Brazil’s Rousseff scrambles for votes to avert impeachment

BRASILIA (Reuters) – Brazilian President Dilma Rousseff held last-minute negotiations with wavering lawmakers yesterday in an effort to secure crucial support the day before an impeachment vote that could lead to her removal from office.

The political crisis has divided the country and turned into a bitter clash between the leftist leader and her centrist Vice President Michel Temer, who would take over if she is unseated.

Rousseff cancelled an appearance at an anti-impeachment rally of union and left-wing social activists led by former president Luiz Inacio Lula da Silva, her predecessor and founder of the ruling Workers’ Party.

Instead she met with lawmakers behind closed doors in a bid to obtain their vote or abstention today when the lower house of Congress votes on whether she should be impeached for breaking the country’s budget laws.

The talks indicated that today’s ballot may be tighter than expected as Rousseff seeks to swing the estimated two dozen additional votes she needs to prevent a two-thirds majority in favour of impeachment in the 513-seat lower chamber, which her opponents need to push ahead with this process.

A Temer aide said that Rousseff, with the help of Lula, who is still Brazil’s most influential politician despite a graft probe, had managed to reverse a “handful” of votes but not alter the growing momentum for impeachment.

In a rowdy marathon session of speeches that went through the night, opposition congressmen shouted: “Out with the Workers’ Party!” Rousseff’s supporters, meanwhile, called for the ouster of House Speaker Eduardo Cunha, her political archenemy who has sped up the impeachment process.

Rousseff is fighting to survive a political firestorm fuelled by Brazil’s worst recession since the Great Depression of the 1930s and a spiraling corruption scandal centered on state oil company Petrobras that has reached her inner circle.

The president’s opponents want her dismissed from office on charges that she manipulated budget accounts to boost public spending to boost her 2014 re-election. They also blame her for running Latin America’s largest economy into the ground.

In a video and a newspaper column, Rousseff – Brazil’s first female president – strongly denied she had committed an impeachable crime and called the bid to oust her “the biggest legal and political fraud” in the country’s history.

“We are facing the threat of a coup d’état, a coup without guns that uses more destructive methods like fraud and lies to try to destroy a legitimately elected government,” she wrote in yesterday’s edition of the Folha de S.Paulo newspaper.

Rousseff could become Brazil’s first president to be impeached since 1992 when Fernando Collor de Mello resigned just before imminent impeachment for corruption. The current crisis is far deeper because he had few supporters while Rousseff has the backing of working class Brazilians who have seen their quality of live improve during 13 years of Workers’ Party rule.

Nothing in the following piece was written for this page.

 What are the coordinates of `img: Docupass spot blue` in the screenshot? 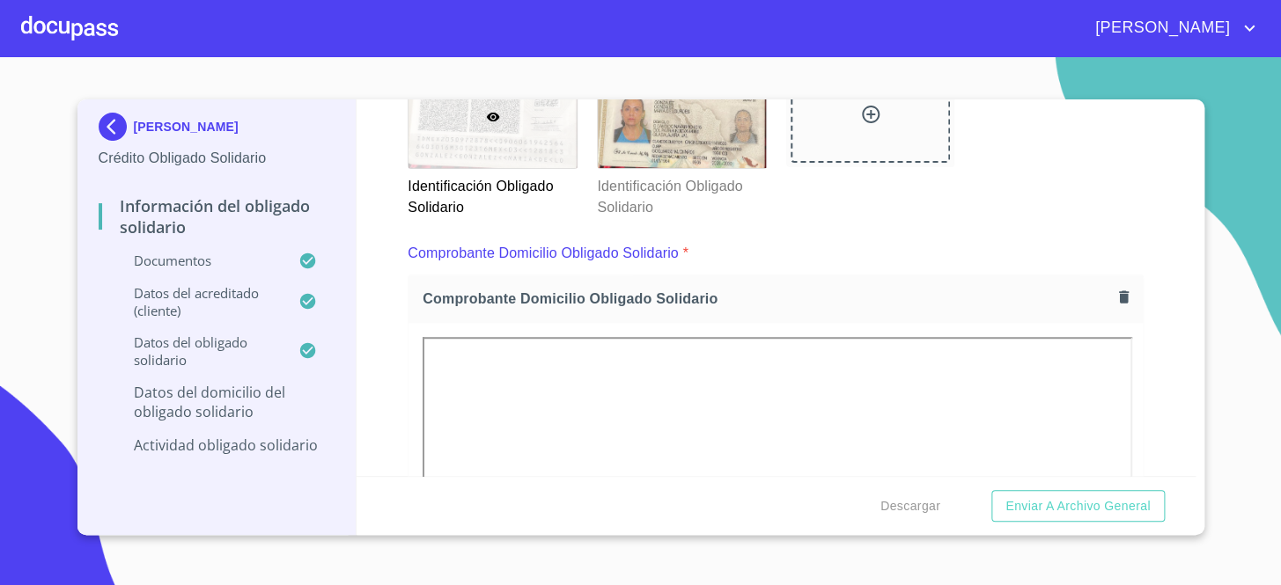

“If she loses and Temer takes over we will take to the streets, and we have the strength to stay there as long as necessary,” said Marco Antonio Baratto, coordinator of the MST landless peasants movement, at a rally of several thousand Rousseff supporters camped out in the parking lot of Brasilia’s football stadium.

A tired-looking Lula, the labour leader who led Brazil as president from 2003 to 2010, addressed the rally briefly with a hoarse voice and said he had to rush back to the talks with lawmakers.

Lula’s bodyguards scuffled with impeachment supporters who tried to block his motorcade returning to his hotel.

If her impeachment is approved by the lower house, the Senate must then vote on whether to go ahead with putting Rousseff on trial for disobeying budget laws. If she loses that vote, which would likely take place on May 10 or 11, Rousseff would automatically be suspended and replaced by Temer.

Temer, who would serve out Rousseff’s term until 2018 if she is found guilty by the Senate, has little popular support.